Psychiatry possesses a built-in capacity for abuse that is much greater than in any other area of medicine. Politicians realized that and abused psychiatry for blaming their opponents as mentally sick, retarded and dangerous. It was happening all around the world but was mostly prominent under authoritarian and totalitarian socialist regimes. Now it became a part of the arsenal of the political Left here which is completely crazed about the counterrevolutionary results of the last presidential elections.
Following the tradition of Hitler, Stalin, Khrushchev, Mao and Brezhnev “27 Psychiatrists and Mental Health Experts” including Noam Chomsky and Gail Sheehy, who are as much of being psychiatrists as I am an Emperor of China, published a political pamphlet “The Dangerous Case of Donald Trump: 27 Psychiatrists and Mental Health Experts Assess a President (by Bandy X. Lee, Robert Jay Lifton, Gail Sheehy, William J. Doherty, Noam Chomsky, et al).
It is the exactly same type of abuse of psychiatry as was condemned by the American Psychiatric Association’s (APA). The Section 7, of APA’s Principles of Medical Ethics says:
On occasion psychiatrists are asked for an opinion about an individual who is in the light of public attention or who has disclosed information about himself/herself through public media. In such circumstances, a psychiatrist may share with the public his or her expertise about psychiatric issues in general. However, it is unethical for a psychiatrist to offer a professional opinion unless he or she has conducted an examination and has been granted proper authorization for such a statement”. Known as the “Goldwater principle” it is fully shared by the American Psychological Association.
In gross violation of APA’s Principles of Medical Ethics Anti-Trump political activists masquerading as “scientists” can just “diagnose” someone based on prepared speeches, tweets and TV appearances. Fanatics of the Left see no end in their crusade to trash, defame and remove President Trump from office. Bandy Lee apparently can evaluate someone she’s never met and conclude that Trump is mentally unstable, with the potential of turning violent, even though he’s never demonstrated any of such symptoms.
Diagnosis “in Absentia”
During the Nazi era and the Soviet rule political enemies were labeled as “mentally ill” and subjected to inhumane “treatments”. In the period from the 1960s up to 1986, abuse of psychiatry for political purposes was reported to be systematic in the Soviet Union, and even internationally renown Nobel laureates like Solzhenitsyn and Sakharov were all declared paranoiacs and schizophrenics. The fame of the chief KGB psychiatrist Andrei Snezhnevsky who gave the diagnosis of sluggish schizophrenia to numerous “enemies of the people” in absentia including Nobel laureates Andrei Sakharov, Joseph Brodsky and concluded that they were worthless. The prevalence of Snezhnevsky’s theories directly led to a broadening of the boundaries of disease such that even the mildest behavioral change could be interpreted as indication of mental disorder1 . His numerous followers in the West definitely include Bandy X. Lee, Robert Jay Lifton, Gail Sheehy, William J. Doherty, Noam Chomsky and other 22 American “psychiatrists” who never met or examined Trump but “diagnosed” his disdain of socialism as a mental disease.
The practice of incarceration and torture of political adversaries in psychiatric hospitals in Eastern Europe, PRC, and the USSR damaged the credibility of psychiatry as a science in these states and internationally. I was blessed to know a great psychiatrist Tom Szasz who led a movement against psychiatry as it was and still used by Bandy Lee and her ilk as another form of coercion and violence against us. I recommend his “Idleness and Lawlessness in the Therapeutic State”to everyone to read as it is a classic of our time. Political abuse of psychiatry taking place in the US today should be condemned; otherwise all of us can discover ourselves restrained in psychiatric wards.2
Republished from Lewrockwell.com.
- 1Bloch, Sidney; Reddaway, Peter (1985). Soviet psychiatric abuse: The shadow over world psychiatry. Westview Press. ISBN 0-8133-0209-9.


Action item — Restate the data below word for word, omitting pictures.

Working data —

[Start of section]

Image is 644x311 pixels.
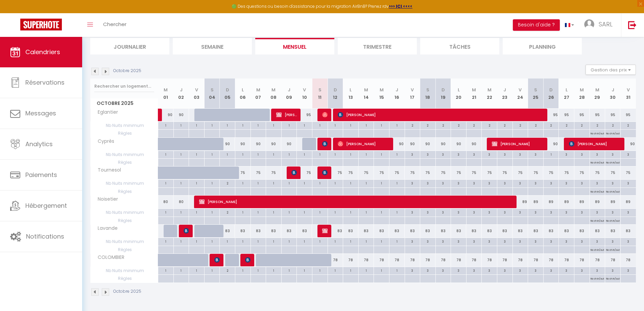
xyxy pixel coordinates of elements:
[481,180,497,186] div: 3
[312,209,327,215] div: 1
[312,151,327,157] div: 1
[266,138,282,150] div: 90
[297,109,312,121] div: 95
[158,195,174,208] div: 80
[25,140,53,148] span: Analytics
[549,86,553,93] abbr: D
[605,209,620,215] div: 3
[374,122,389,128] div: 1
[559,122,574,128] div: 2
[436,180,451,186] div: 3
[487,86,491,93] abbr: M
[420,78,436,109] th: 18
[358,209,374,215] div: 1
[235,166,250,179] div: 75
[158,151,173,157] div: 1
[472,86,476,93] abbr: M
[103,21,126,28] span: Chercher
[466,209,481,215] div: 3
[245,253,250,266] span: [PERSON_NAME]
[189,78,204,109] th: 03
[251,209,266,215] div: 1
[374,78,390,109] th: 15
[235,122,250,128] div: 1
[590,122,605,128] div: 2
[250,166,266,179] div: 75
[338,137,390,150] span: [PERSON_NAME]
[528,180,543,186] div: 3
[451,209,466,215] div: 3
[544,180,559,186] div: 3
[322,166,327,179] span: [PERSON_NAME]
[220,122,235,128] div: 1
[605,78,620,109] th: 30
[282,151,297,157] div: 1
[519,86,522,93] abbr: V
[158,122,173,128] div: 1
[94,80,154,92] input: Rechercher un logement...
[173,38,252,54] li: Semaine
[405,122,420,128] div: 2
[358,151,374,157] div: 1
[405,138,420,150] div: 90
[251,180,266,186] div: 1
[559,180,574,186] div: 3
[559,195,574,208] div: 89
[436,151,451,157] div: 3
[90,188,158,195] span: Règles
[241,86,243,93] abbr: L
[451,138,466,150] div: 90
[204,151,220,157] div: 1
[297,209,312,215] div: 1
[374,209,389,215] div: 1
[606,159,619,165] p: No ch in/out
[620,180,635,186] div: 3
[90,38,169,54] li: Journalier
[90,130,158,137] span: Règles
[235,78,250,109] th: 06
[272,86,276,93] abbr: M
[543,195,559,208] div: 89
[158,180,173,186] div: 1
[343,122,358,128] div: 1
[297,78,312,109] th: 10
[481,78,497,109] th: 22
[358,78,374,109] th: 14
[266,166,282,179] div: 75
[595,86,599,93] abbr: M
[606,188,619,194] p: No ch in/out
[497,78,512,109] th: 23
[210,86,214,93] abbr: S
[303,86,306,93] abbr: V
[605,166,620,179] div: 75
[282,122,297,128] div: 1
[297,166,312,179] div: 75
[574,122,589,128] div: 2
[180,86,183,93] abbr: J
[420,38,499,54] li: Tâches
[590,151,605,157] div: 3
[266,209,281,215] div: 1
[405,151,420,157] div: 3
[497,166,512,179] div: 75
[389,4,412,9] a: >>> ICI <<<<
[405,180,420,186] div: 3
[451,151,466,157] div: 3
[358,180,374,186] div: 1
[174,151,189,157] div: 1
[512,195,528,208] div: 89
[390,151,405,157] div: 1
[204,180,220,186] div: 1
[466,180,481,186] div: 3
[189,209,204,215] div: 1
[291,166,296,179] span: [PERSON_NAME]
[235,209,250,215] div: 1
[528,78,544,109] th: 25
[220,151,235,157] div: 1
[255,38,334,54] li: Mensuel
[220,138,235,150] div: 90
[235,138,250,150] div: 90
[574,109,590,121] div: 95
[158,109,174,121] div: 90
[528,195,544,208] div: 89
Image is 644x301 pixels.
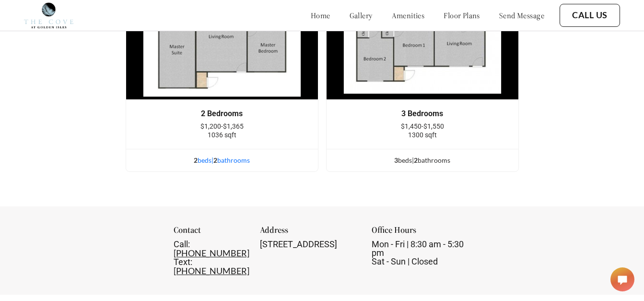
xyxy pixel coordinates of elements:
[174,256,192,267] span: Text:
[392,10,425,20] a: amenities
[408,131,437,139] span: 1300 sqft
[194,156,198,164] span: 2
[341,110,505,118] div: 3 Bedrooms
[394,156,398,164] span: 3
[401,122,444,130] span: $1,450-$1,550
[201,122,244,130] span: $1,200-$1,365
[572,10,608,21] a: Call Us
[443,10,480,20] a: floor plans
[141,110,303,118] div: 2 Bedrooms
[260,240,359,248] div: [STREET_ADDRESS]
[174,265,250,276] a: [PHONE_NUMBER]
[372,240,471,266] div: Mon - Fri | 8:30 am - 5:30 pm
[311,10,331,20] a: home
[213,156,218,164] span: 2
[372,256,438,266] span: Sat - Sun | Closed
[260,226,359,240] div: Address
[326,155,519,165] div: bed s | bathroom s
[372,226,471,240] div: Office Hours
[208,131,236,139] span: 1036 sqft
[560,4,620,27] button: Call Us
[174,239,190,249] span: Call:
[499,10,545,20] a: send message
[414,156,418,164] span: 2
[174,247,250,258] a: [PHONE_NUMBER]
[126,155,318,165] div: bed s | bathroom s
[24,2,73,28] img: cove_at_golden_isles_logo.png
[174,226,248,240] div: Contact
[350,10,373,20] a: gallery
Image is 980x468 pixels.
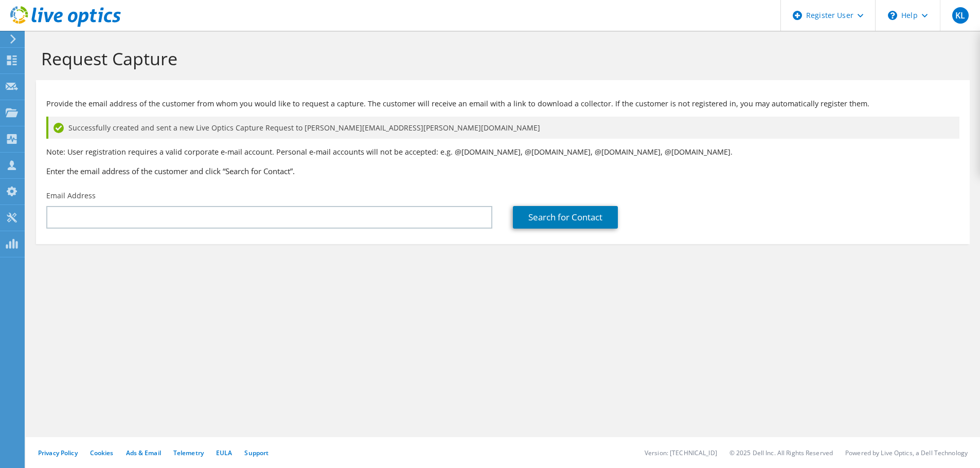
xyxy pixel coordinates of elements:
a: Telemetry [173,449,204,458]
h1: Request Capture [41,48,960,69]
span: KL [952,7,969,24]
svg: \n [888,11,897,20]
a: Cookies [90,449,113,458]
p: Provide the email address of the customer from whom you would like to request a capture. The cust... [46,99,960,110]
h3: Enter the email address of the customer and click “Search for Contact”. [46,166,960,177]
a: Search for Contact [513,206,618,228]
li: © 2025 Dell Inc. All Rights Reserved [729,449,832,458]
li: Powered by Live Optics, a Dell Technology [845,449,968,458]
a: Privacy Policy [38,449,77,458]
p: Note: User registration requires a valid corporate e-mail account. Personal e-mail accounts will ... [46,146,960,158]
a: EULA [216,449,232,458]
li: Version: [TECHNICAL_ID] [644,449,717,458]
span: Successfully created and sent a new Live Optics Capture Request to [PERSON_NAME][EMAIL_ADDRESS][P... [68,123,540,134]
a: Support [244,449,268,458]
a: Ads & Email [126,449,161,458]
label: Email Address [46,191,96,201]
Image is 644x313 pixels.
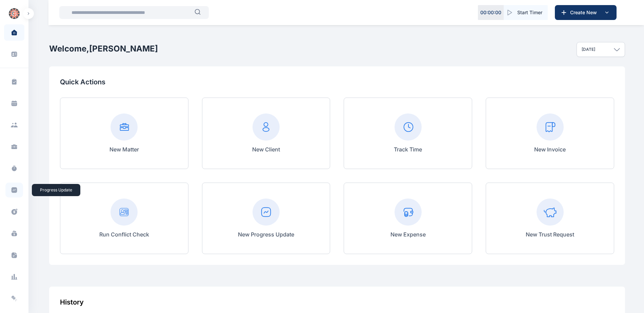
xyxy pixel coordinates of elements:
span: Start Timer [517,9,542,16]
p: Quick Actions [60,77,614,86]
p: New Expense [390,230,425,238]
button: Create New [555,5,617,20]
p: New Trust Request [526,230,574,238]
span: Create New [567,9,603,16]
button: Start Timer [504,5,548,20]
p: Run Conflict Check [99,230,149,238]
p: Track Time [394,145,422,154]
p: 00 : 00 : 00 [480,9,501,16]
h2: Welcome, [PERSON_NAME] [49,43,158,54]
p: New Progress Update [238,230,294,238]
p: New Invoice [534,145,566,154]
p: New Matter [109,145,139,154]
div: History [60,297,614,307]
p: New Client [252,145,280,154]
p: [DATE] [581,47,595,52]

[End of section]

Reply —
Image is 644x311 pixels.
xyxy pixel coordinates of elements:
[481,180,497,186] div: 3
[312,209,327,215] div: 1
[312,151,327,157] div: 1
[266,138,282,150] div: 90
[297,109,312,121] div: 95
[158,195,174,208] div: 80
[25,140,53,148] span: Analytics
[549,86,553,93] abbr: D
[605,209,620,215] div: 3
[374,122,389,128] div: 1
[559,122,574,128] div: 2
[436,180,451,186] div: 3
[487,86,491,93] abbr: M
[420,78,436,109] th: 18
[358,209,374,215] div: 1
[235,166,250,179] div: 75
[158,151,173,157] div: 1
[472,86,476,93] abbr: M
[103,21,126,28] span: Chercher
[466,209,481,215] div: 3
[245,253,250,266] span: [PERSON_NAME]
[189,78,204,109] th: 03
[251,209,266,215] div: 1
[374,78,390,109] th: 15
[235,122,250,128] div: 1
[590,122,605,128] div: 2
[250,166,266,179] div: 75
[338,137,390,150] span: [PERSON_NAME]
[528,180,543,186] div: 3
[451,209,466,215] div: 3
[544,180,559,186] div: 3
[322,166,327,179] span: [PERSON_NAME]
[220,122,235,128] div: 1
[605,78,620,109] th: 30
[282,151,297,157] div: 1
[519,86,522,93] abbr: V
[158,122,173,128] div: 1
[94,80,154,92] input: Rechercher un logement...
[173,38,252,54] li: Semaine
[405,122,420,128] div: 2
[358,151,374,157] div: 1
[405,138,420,150] div: 90
[251,180,266,186] div: 1
[559,180,574,186] div: 3
[559,195,574,208] div: 89
[436,151,451,157] div: 3
[90,188,158,195] span: Règles
[241,86,243,93] abbr: L
[451,138,466,150] div: 90
[204,151,220,157] div: 1
[297,209,312,215] div: 1
[374,209,389,215] div: 1
[606,159,619,165] p: No ch in/out
[620,180,635,186] div: 3
[90,38,169,54] li: Journalier
[90,130,158,137] span: Règles
[235,78,250,109] th: 06
[272,86,276,93] abbr: M
[543,195,559,208] div: 89
[158,180,173,186] div: 1
[343,122,358,128] div: 1
[297,78,312,109] th: 10
[481,78,497,109] th: 22
[358,78,374,109] th: 14
[266,166,282,179] div: 75
[595,86,599,93] abbr: M
[606,188,619,194] p: No ch in/out
[497,78,512,109] th: 23
[210,86,214,93] abbr: S
[303,86,306,93] abbr: V
[605,166,620,179] div: 75
[282,122,297,128] div: 1
[297,166,312,179] div: 75
[574,122,589,128] div: 2
[180,86,183,93] abbr: J
[420,38,499,54] li: Tâches
[590,151,605,157] div: 3
[266,209,281,215] div: 1
[405,151,420,157] div: 3
[497,166,512,179] div: 75
[389,4,412,9] a: >>> ICI <<<<
[405,180,420,186] div: 3
[451,151,466,157] div: 3
[358,180,374,186] div: 1
[174,151,189,157] div: 1
[512,195,528,208] div: 89
[390,151,405,157] div: 1
[204,180,220,186] div: 1
[466,180,481,186] div: 3
[189,209,204,215] div: 1
[291,166,296,179] span: [PERSON_NAME]
[235,209,250,215] div: 1
[528,78,544,109] th: 25
[220,151,235,157] div: 1
[255,38,334,54] li: Mensuel
[220,138,235,150] div: 90
[235,138,250,150] div: 90
[574,109,590,121] div: 95
[158,109,174,121] div: 90
[528,195,544,208] div: 89
Image is 644x301 pixels.
xyxy pixel coordinates of elements:
[174,256,192,267] span: Text:
[392,10,425,20] a: amenities
[408,131,437,139] span: 1300 sqft
[194,156,198,164] span: 2
[341,110,505,118] div: 3 Bedrooms
[394,156,398,164] span: 3
[401,122,444,130] span: $1,450-$1,550
[201,122,244,130] span: $1,200-$1,365
[572,10,608,21] a: Call Us
[443,10,480,20] a: floor plans
[141,110,303,118] div: 2 Bedrooms
[260,240,359,248] div: [STREET_ADDRESS]
[174,265,250,276] a: [PHONE_NUMBER]
[372,240,471,266] div: Mon - Fri | 8:30 am - 5:30 pm
[311,10,331,20] a: home
[213,156,218,164] span: 2
[372,256,438,266] span: Sat - Sun | Closed
[260,226,359,240] div: Address
[326,155,519,165] div: bed s | bathroom s
[372,226,471,240] div: Office Hours
[208,131,236,139] span: 1036 sqft
[560,4,620,27] button: Call Us
[174,239,190,249] span: Call:
[499,10,545,20] a: send message
[414,156,418,164] span: 2
[174,247,250,258] a: [PHONE_NUMBER]
[126,155,318,165] div: bed s | bathroom s
[24,2,73,28] img: cove_at_golden_isles_logo.png
[174,226,248,240] div: Contact
[350,10,373,20] a: gallery
Image is 980x468 pixels.
xyxy pixel coordinates of elements:
a: Telemetry [173,449,204,458]
h1: Request Capture [41,48,960,69]
span: KL [952,7,969,24]
svg: \n [888,11,897,20]
a: Cookies [90,449,113,458]
p: Provide the email address of the customer from whom you would like to request a capture. The cust... [46,99,960,110]
h3: Enter the email address of the customer and click “Search for Contact”. [46,166,960,177]
a: Search for Contact [513,206,618,228]
li: © 2025 Dell Inc. All Rights Reserved [729,449,832,458]
li: Powered by Live Optics, a Dell Technology [845,449,968,458]
a: Privacy Policy [38,449,77,458]
p: Note: User registration requires a valid corporate e-mail account. Personal e-mail accounts will ... [46,146,960,158]
a: EULA [216,449,232,458]
li: Version: [TECHNICAL_ID] [644,449,717,458]
span: Successfully created and sent a new Live Optics Capture Request to [PERSON_NAME][EMAIL_ADDRESS][P... [68,123,540,134]
a: Support [244,449,268,458]
a: Ads & Email [126,449,161,458]
label: Email Address [46,191,96,201]
Image is 644x313 pixels.
xyxy pixel coordinates of elements:
span: Start Timer [517,9,542,16]
p: Quick Actions [60,77,614,86]
p: New Expense [390,230,425,238]
button: Create New [555,5,617,20]
p: New Trust Request [526,230,574,238]
span: Create New [567,9,603,16]
button: Start Timer [504,5,548,20]
p: Run Conflict Check [99,230,149,238]
p: Track Time [394,145,422,154]
p: 00 : 00 : 00 [480,9,501,16]
h2: Welcome, [PERSON_NAME] [49,43,158,54]
p: New Progress Update [238,230,294,238]
p: New Invoice [534,145,566,154]
p: New Matter [109,145,139,154]
div: History [60,297,614,307]
p: New Client [252,145,280,154]
p: [DATE] [581,47,595,52]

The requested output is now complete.